Yeah, the various outdoor movie theatres are probably going to do very well as they start up in the summer here. We're mostly clear of COVID but I'm still not particularly compelled to go to the cinema, not least because Tenet seems unworthy of the risk.
posted by Merus at 11:28 PM on September 15, 2020


Remember that originally XBox One required an always-on internet connection and an always-on Kinect, both of those things were toggled off after public outcry

Neither one of these statement was ever true.
posted by sideshow at 4:40 PM on September 15


Wrong-o.
posted by Halloween Jack at 7:00 AM on September 16, 2020


Tenet seems unworthy of the risk.

Several weeks from now we're going to see an article called "I went to see Tenet and caught the coronavirus. It wasn't worth it."
posted by jenfullmoon at 8:35 AM on September 16, 2020 [1 favorite]


jzb: Also, though I'm glad for this, I think Disney screwed up by not starting this with Hamilton. I didn't have the expectation of seeing it on streaming for free, they could have eased people into this with Hamilton and gotten more traction. I know my family would have jumped at it.

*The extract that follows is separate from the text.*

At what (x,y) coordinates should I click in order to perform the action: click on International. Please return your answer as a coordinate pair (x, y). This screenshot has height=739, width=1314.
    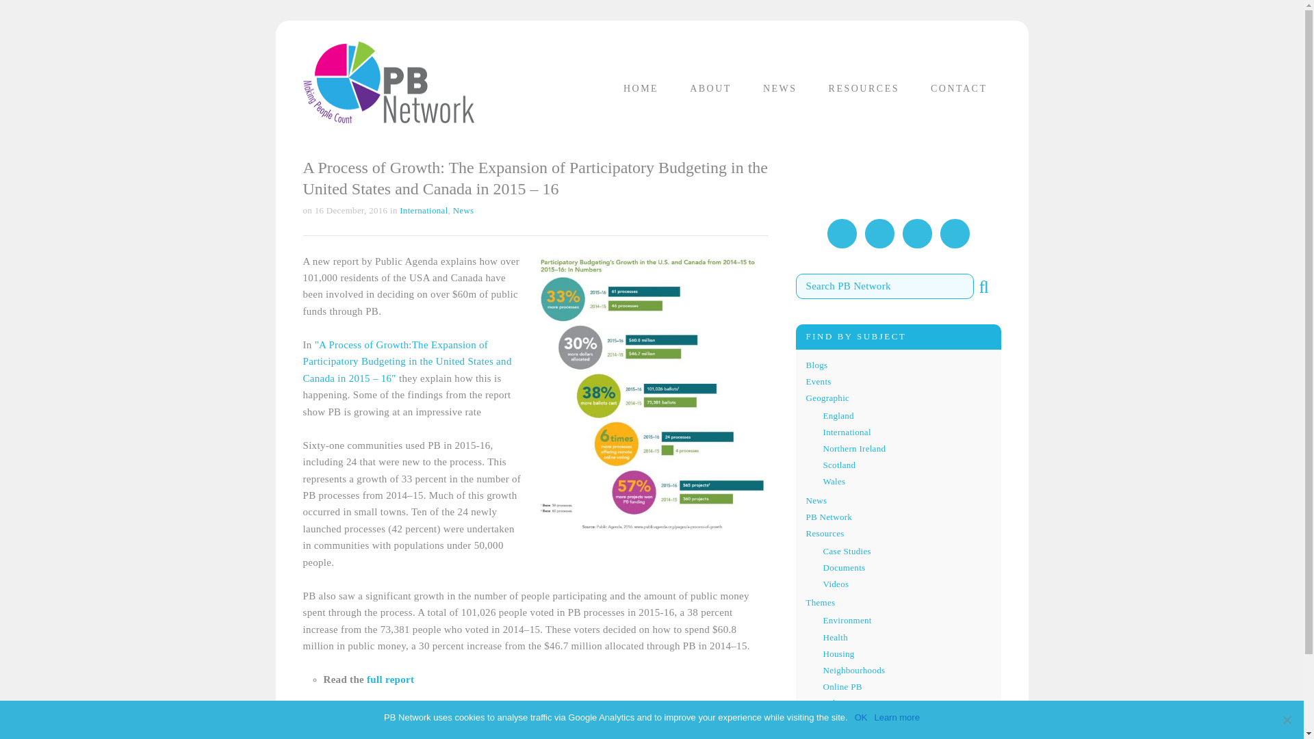
    Looking at the image, I should click on (423, 211).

this was my exact thought. I would easily have paid $30 for Hamilton. My guess is that the Mouse is too focused on family films making back $ to realize what other piles of money they may be sitting on.

While it's certainly not the cash cow the entertainment industry is used to milking, I would love to see more recorded plays/musicals available for streaming, a la National Theater's youtube offerings from earlier this summer. and available on blu-ray, in the case of their version of a midsummer night's dream. that production blew my damn mind. I might not pay $30 for Our Town, but for Ruth Negga as Hamlet? EASILY. Take my money!!
posted by snerson at 8:56 AM on September 16, 2020 [1 favorite]

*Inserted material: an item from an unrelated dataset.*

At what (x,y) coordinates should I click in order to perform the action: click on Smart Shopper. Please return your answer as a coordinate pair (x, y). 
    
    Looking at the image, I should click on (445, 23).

They didn't do it for Hamilton because Hamilton was their value-add for staying subscribed to Disney Plus.
posted by graventy at 10:01 AM on September 16, 2020 [1 favorite]


Yeah, I feel like Tenet is a weak case for all of the hand-wringing. Nolan is a very divisive director, and even back a hundred years ago when we thought the pandemic was going to be under control by this summer and things would resume as "normal," I had already declared to my bf that I had no intention of seeing this in the theater because I'm not a Nolan fan to begin with and I was totally turned off by the pretentious "I can't possibly explain the premise of this ~amazing new film" that was the angle of the early press for this by Nolan and RPatz. I am not convinced this would have been the box office triumph they're envisioning if this had been a normal summer and it was up against, like, Wonder Woman 1984.

And that was before, you know, the pandemc continued and pretty much every public health official ranked sitting in a movie theater just below letting covid-infected strangers spit into your mouth in terms of risk.

I don't even trust the drive-in movies where I am. I thought that $24 + food delivery was a pretty good evening for two when we rented Bill and Ted Face the Music a few weeks back. I don't know why, but $24 to rent from Amazon somehow seemed more reasonable than the $30 for Mulan (setting aside the other political issues that made me disinterested in seeing Mulan). So yeah: $20-$24 seems like a sweet spot for being able to rake in a least a little bit of money until everyone either writes off all movies for the year or waits until 2022, which is pretty much the earliest I see myself back in the theaters at this point. And I'm someone who'd usually see two dozen movies a year at the theater.
posted by TwoStride at 7:44 PM on September 16, 2020 [1 favorite]


Also I'm the perfect example of the wisdom of the Hamilton scheme because I signed up for D+ explicitly to watch it, swore that I'd cancel after a month... and haven't canceled yet. So they've now earned $21 from me and counting.
posted by TwoStride at 7:47 PM on September 16, 2020 [4 favorites]


hey, if anyone needs to hear from any more film-snobs poo-poo-ing on Nolan for being visually flashy but narratively weak, well, you can count me in; I don't hate him, but I wouldn't go out of my way to see his next opus... which I guess is the case?